It looks like the GTX 1060 won’t be the only Pascal graphics card receiving a GDDR5X facelift before the year is up. A GTX 1070 GDDR5X AMP Extreme graphics card has reportedly been spotted on the Zotac website brandishing the more capable memory standard instead of its usual 8GB of GDDR5.
Nvidia’s graphics card partners have already rolled out GDDR5X versions of the green team’s mainstream GPU. But now it seems content on ramping up the memory specification of its entry-level high-end card. Developed over at Micron and originally used on the GTX 1080 / Ti, GDDR5X offers a half-generation bump to the specs of GDDR5 – originally running at 10Gbps / 11Gbps in the Pascal lineup.
The Zotac graphics card was briefly listed as a ‘GTX 1070 AMP Extreme GDDR5X’, although has been swiftly removed. The card featured clockspeeds identical to that of the original AMP Edition for both GPU and memory, yet the GDDR5 AMP Extreme is clocked slightly higher. Its GDDR5X memory was clocked at just 8GHz, despite the potential for running at higher speeds.
The listing, spotted over at TechPowerUp, may have been incomplete, and was surely posted by mistake. If we can infer anything from it, however, it’s that Nvidia and its AIB partners are intending to ship GDDR5X seemingly as a matter of course this late in the game.
That downclocked GDDR5X memory won’t be all that decisive when it comes to gaming performance out of the box. But there’s assumedly greater overclocking performance to be gained from the switch out – likely equating to minor fps gains.
Nvidia has had to halt shipments of its mainstream cards for the next quarter in an effort to move excess stock left behind from the cryptocurrency mining boom. This was widely assumed to apply to GTX 1060 inventory – it being the most popular selling card – while the high-end cards, according to Nvidia, had already “largely sold through” ahead of the RTX 2080 and RTX 2080 Ti launches.
But maybe Nvidia still has a few GTX 1070’s floating around, despite its replacement, the RTX 2070, already out on the market.
There are also rumblings on the web that the move signals that Nvidia is trying to shift excess GDDR5X memory. Unless it utilises GDDR5X for entry-level Turing cards – production is no longer limited to Micron alone due to a JEDEC industry standard – any and all leftover memory chips will be made almost entirely redundant for the bulk of the graphics card market in the coming few quarters.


Work instructions
Without the images, reproduce every entry exactly.
******
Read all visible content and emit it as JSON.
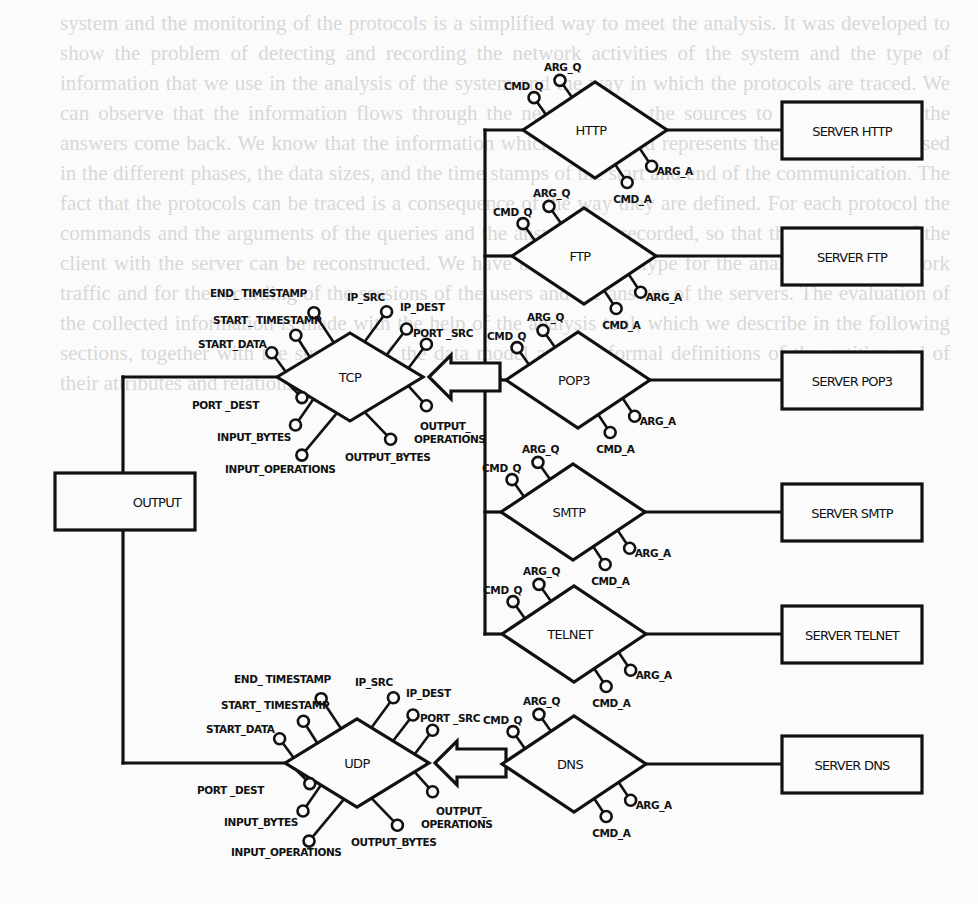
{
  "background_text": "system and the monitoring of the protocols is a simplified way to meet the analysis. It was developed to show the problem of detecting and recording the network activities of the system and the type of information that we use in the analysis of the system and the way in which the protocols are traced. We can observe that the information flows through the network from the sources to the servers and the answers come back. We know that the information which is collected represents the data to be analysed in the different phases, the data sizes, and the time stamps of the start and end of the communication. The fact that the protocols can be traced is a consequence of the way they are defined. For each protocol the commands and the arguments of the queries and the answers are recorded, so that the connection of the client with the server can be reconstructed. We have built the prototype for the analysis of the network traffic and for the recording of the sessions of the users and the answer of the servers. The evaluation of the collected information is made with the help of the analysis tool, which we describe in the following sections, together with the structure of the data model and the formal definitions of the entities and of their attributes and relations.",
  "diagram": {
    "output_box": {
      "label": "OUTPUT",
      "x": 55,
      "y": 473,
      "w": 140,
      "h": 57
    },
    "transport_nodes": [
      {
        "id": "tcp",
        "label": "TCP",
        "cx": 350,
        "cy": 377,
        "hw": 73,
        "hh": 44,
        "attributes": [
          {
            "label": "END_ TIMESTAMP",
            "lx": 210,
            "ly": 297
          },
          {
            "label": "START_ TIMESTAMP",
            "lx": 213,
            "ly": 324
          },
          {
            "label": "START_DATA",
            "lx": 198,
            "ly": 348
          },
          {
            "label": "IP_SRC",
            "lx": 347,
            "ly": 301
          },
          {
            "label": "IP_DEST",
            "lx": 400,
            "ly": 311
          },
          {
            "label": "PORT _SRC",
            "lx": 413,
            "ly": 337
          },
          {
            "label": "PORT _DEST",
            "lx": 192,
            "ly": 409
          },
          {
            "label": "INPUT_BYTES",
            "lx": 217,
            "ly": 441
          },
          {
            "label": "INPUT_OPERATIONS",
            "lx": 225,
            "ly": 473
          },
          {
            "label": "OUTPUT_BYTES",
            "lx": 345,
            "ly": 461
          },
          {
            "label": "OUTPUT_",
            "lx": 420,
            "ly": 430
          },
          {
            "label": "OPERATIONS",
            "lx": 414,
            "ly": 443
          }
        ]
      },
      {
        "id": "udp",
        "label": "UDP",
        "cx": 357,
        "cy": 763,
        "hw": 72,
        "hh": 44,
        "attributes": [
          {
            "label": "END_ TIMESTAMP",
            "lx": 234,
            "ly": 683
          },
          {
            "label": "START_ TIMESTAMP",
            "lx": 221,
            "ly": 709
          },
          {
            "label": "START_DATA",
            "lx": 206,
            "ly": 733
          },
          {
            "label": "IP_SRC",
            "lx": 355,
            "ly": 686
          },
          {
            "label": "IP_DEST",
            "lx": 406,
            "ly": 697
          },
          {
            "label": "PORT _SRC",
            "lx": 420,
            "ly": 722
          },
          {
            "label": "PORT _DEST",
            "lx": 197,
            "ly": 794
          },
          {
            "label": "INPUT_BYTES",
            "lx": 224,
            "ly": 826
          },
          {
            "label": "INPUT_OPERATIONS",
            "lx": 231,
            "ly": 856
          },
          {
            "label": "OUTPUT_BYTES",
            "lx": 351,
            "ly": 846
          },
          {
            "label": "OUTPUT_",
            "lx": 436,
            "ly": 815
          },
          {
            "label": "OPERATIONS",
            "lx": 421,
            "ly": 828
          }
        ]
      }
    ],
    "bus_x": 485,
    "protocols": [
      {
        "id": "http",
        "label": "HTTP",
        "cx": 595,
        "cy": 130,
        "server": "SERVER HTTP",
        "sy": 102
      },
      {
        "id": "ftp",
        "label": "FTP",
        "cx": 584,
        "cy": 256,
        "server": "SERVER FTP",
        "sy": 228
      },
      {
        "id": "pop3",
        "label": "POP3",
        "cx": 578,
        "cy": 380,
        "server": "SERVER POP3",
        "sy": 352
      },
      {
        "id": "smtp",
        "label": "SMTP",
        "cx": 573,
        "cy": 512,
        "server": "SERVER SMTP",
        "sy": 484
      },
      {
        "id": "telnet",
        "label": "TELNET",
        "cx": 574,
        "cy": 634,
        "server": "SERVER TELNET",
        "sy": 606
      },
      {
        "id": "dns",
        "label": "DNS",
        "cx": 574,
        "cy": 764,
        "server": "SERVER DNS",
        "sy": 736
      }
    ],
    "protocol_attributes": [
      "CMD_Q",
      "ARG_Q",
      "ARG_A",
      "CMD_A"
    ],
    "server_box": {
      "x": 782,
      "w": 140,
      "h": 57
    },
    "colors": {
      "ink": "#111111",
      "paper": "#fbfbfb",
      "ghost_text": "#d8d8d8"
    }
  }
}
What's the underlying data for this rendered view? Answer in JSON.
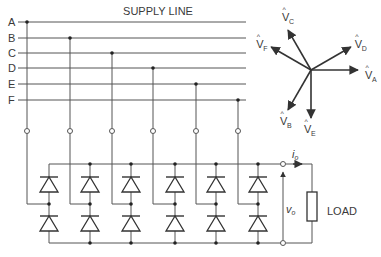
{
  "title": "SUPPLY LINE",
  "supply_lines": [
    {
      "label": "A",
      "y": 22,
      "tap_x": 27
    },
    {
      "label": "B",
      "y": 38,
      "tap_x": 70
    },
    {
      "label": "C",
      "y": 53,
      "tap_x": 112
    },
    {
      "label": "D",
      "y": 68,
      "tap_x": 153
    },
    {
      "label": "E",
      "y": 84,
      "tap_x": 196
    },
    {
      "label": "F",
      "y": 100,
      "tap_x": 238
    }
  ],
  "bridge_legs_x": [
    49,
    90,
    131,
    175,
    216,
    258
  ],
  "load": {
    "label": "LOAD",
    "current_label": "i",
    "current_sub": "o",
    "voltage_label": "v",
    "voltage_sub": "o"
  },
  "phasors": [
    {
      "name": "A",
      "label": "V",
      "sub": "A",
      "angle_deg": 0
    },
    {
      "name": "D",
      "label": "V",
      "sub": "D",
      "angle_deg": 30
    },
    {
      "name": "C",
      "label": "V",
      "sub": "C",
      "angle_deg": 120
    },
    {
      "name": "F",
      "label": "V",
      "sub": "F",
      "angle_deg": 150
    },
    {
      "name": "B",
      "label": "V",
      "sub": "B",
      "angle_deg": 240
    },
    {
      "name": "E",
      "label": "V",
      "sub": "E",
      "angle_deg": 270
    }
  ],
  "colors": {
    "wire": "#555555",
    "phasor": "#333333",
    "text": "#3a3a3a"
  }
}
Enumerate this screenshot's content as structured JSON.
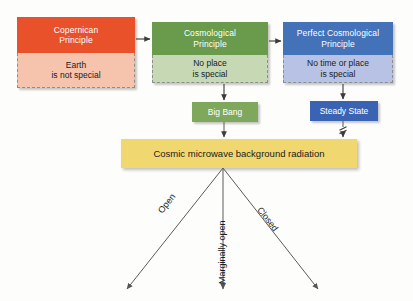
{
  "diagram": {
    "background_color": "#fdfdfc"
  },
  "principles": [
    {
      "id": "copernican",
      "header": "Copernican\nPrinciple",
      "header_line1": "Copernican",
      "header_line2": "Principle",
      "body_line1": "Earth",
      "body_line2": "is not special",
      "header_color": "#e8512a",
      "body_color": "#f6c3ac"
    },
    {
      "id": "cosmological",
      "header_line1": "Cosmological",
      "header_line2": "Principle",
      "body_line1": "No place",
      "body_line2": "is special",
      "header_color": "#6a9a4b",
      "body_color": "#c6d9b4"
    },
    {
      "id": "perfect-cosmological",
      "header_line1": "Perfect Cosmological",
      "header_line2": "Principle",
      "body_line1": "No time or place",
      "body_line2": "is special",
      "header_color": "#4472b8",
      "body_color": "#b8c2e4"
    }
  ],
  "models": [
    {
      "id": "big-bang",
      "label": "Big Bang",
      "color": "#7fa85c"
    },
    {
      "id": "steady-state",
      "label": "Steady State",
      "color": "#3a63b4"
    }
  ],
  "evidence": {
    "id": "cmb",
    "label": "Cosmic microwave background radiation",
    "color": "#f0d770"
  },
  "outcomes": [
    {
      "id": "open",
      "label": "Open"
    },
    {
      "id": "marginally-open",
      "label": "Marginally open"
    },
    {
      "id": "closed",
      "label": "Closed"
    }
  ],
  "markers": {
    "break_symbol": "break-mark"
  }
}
******
Output for this task
Read all visible content and emit it as JSON.
{
  "background_text": "system and the monitoring of the protocols is a simplified way to meet the analysis. It was developed to show the problem of detecting and recording the network activities of the system and the type of information that we use in the analysis of the system and the way in which the protocols are traced. We can observe that the information flows through the network from the sources to the servers and the answers come back. We know that the information which is collected represents the data to be analysed in the different phases, the data sizes, and the time stamps of the start and end of the communication. The fact that the protocols can be traced is a consequence of the way they are defined. For each protocol the commands and the arguments of the queries and the answers are recorded, so that the connection of the client with the server can be reconstructed. We have built the prototype for the analysis of the network traffic and for the recording of the sessions of the users and the answer of the servers. The evaluation of the collected information is made with the help of the analysis tool, which we describe in the following sections, together with the structure of the data model and the formal definitions of the entities and of their attributes and relations.",
  "diagram": {
    "output_box": {
      "label": "OUTPUT",
      "x": 55,
      "y": 473,
      "w": 140,
      "h": 57
    },
    "transport_nodes": [
      {
        "id": "tcp",
        "label": "TCP",
        "cx": 350,
        "cy": 377,
        "hw": 73,
        "hh": 44,
        "attributes": [
          {
            "label": "END_ TIMESTAMP",
            "lx": 210,
            "ly": 297
          },
          {
            "label": "START_ TIMESTAMP",
            "lx": 213,
            "ly": 324
          },
          {
            "label": "START_DATA",
            "lx": 198,
            "ly": 348
          },
          {
            "label": "IP_SRC",
            "lx": 347,
            "ly": 301
          },
          {
            "label": "IP_DEST",
            "lx": 400,
            "ly": 311
          },
          {
            "label": "PORT _SRC",
            "lx": 413,
            "ly": 337
          },
          {
            "label": "PORT _DEST",
            "lx": 192,
            "ly": 409
          },
          {
            "label": "INPUT_BYTES",
            "lx": 217,
            "ly": 441
          },
          {
            "label": "INPUT_OPERATIONS",
            "lx": 225,
            "ly": 473
          },
          {
            "label": "OUTPUT_BYTES",
            "lx": 345,
            "ly": 461
          },
          {
            "label": "OUTPUT_",
            "lx": 420,
            "ly": 430
          },
          {
            "label": "OPERATIONS",
            "lx": 414,
            "ly": 443
          }
        ]
      },
      {
        "id": "udp",
        "label": "UDP",
        "cx": 357,
        "cy": 763,
        "hw": 72,
        "hh": 44,
        "attributes": [
          {
            "label": "END_ TIMESTAMP",
            "lx": 234,
            "ly": 683
          },
          {
            "label": "START_ TIMESTAMP",
            "lx": 221,
            "ly": 709
          },
          {
            "label": "START_DATA",
            "lx": 206,
            "ly": 733
          },
          {
            "label": "IP_SRC",
            "lx": 355,
            "ly": 686
          },
          {
            "label": "IP_DEST",
            "lx": 406,
            "ly": 697
          },
          {
            "label": "PORT _SRC",
            "lx": 420,
            "ly": 722
          },
          {
            "label": "PORT _DEST",
            "lx": 197,
            "ly": 794
          },
          {
            "label": "INPUT_BYTES",
            "lx": 224,
            "ly": 826
          },
          {
            "label": "INPUT_OPERATIONS",
            "lx": 231,
            "ly": 856
          },
          {
            "label": "OUTPUT_BYTES",
            "lx": 351,
            "ly": 846
          },
          {
            "label": "OUTPUT_",
            "lx": 436,
            "ly": 815
          },
          {
            "label": "OPERATIONS",
            "lx": 421,
            "ly": 828
          }
        ]
      }
    ],
    "bus_x": 485,
    "protocols": [
      {
        "id": "http",
        "label": "HTTP",
        "cx": 595,
        "cy": 130,
        "server": "SERVER HTTP",
        "sy": 102
      },
      {
        "id": "ftp",
        "label": "FTP",
        "cx": 584,
        "cy": 256,
        "server": "SERVER FTP",
        "sy": 228
      },
      {
        "id": "pop3",
        "label": "POP3",
        "cx": 578,
        "cy": 380,
        "server": "SERVER POP3",
        "sy": 352
      },
      {
        "id": "smtp",
        "label": "SMTP",
        "cx": 573,
        "cy": 512,
        "server": "SERVER SMTP",
        "sy": 484
      },
      {
        "id": "telnet",
        "label": "TELNET",
        "cx": 574,
        "cy": 634,
        "server": "SERVER TELNET",
        "sy": 606
      },
      {
        "id": "dns",
        "label": "DNS",
        "cx": 574,
        "cy": 764,
        "server": "SERVER DNS",
        "sy": 736
      }
    ],
    "protocol_attributes": [
      "CMD_Q",
      "ARG_Q",
      "ARG_A",
      "CMD_A"
    ],
    "server_box": {
      "x": 782,
      "w": 140,
      "h": 57
    },
    "colors": {
      "ink": "#111111",
      "paper": "#fbfbfb",
      "ghost_text": "#d8d8d8"
    }
  }
}
What's the underlying data for this rendered view? Answer in JSON.
{
  "title": "SUPPLY LINE",
  "supply_lines": [
    {
      "label": "A",
      "y": 22,
      "tap_x": 27
    },
    {
      "label": "B",
      "y": 38,
      "tap_x": 70
    },
    {
      "label": "C",
      "y": 53,
      "tap_x": 112
    },
    {
      "label": "D",
      "y": 68,
      "tap_x": 153
    },
    {
      "label": "E",
      "y": 84,
      "tap_x": 196
    },
    {
      "label": "F",
      "y": 100,
      "tap_x": 238
    }
  ],
  "bridge_legs_x": [
    49,
    90,
    131,
    175,
    216,
    258
  ],
  "load": {
    "label": "LOAD",
    "current_label": "i",
    "current_sub": "o",
    "voltage_label": "v",
    "voltage_sub": "o"
  },
  "phasors": [
    {
      "name": "A",
      "label": "V",
      "sub": "A",
      "angle_deg": 0
    },
    {
      "name": "D",
      "label": "V",
      "sub": "D",
      "angle_deg": 30
    },
    {
      "name": "C",
      "label": "V",
      "sub": "C",
      "angle_deg": 120
    },
    {
      "name": "F",
      "label": "V",
      "sub": "F",
      "angle_deg": 150
    },
    {
      "name": "B",
      "label": "V",
      "sub": "B",
      "angle_deg": 240
    },
    {
      "name": "E",
      "label": "V",
      "sub": "E",
      "angle_deg": 270
    }
  ],
  "colors": {
    "wire": "#555555",
    "phasor": "#333333",
    "text": "#3a3a3a"
  }
}
Enumerate this screenshot's content as structured JSON.
{
  "diagram": {
    "background_color": "#fdfdfc"
  },
  "principles": [
    {
      "id": "copernican",
      "header": "Copernican\nPrinciple",
      "header_line1": "Copernican",
      "header_line2": "Principle",
      "body_line1": "Earth",
      "body_line2": "is not special",
      "header_color": "#e8512a",
      "body_color": "#f6c3ac"
    },
    {
      "id": "cosmological",
      "header_line1": "Cosmological",
      "header_line2": "Principle",
      "body_line1": "No place",
      "body_line2": "is special",
      "header_color": "#6a9a4b",
      "body_color": "#c6d9b4"
    },
    {
      "id": "perfect-cosmological",
      "header_line1": "Perfect Cosmological",
      "header_line2": "Principle",
      "body_line1": "No time or place",
      "body_line2": "is special",
      "header_color": "#4472b8",
      "body_color": "#b8c2e4"
    }
  ],
  "models": [
    {
      "id": "big-bang",
      "label": "Big Bang",
      "color": "#7fa85c"
    },
    {
      "id": "steady-state",
      "label": "Steady State",
      "color": "#3a63b4"
    }
  ],
  "evidence": {
    "id": "cmb",
    "label": "Cosmic microwave background radiation",
    "color": "#f0d770"
  },
  "outcomes": [
    {
      "id": "open",
      "label": "Open"
    },
    {
      "id": "marginally-open",
      "label": "Marginally open"
    },
    {
      "id": "closed",
      "label": "Closed"
    }
  ],
  "markers": {
    "break_symbol": "break-mark"
  }
}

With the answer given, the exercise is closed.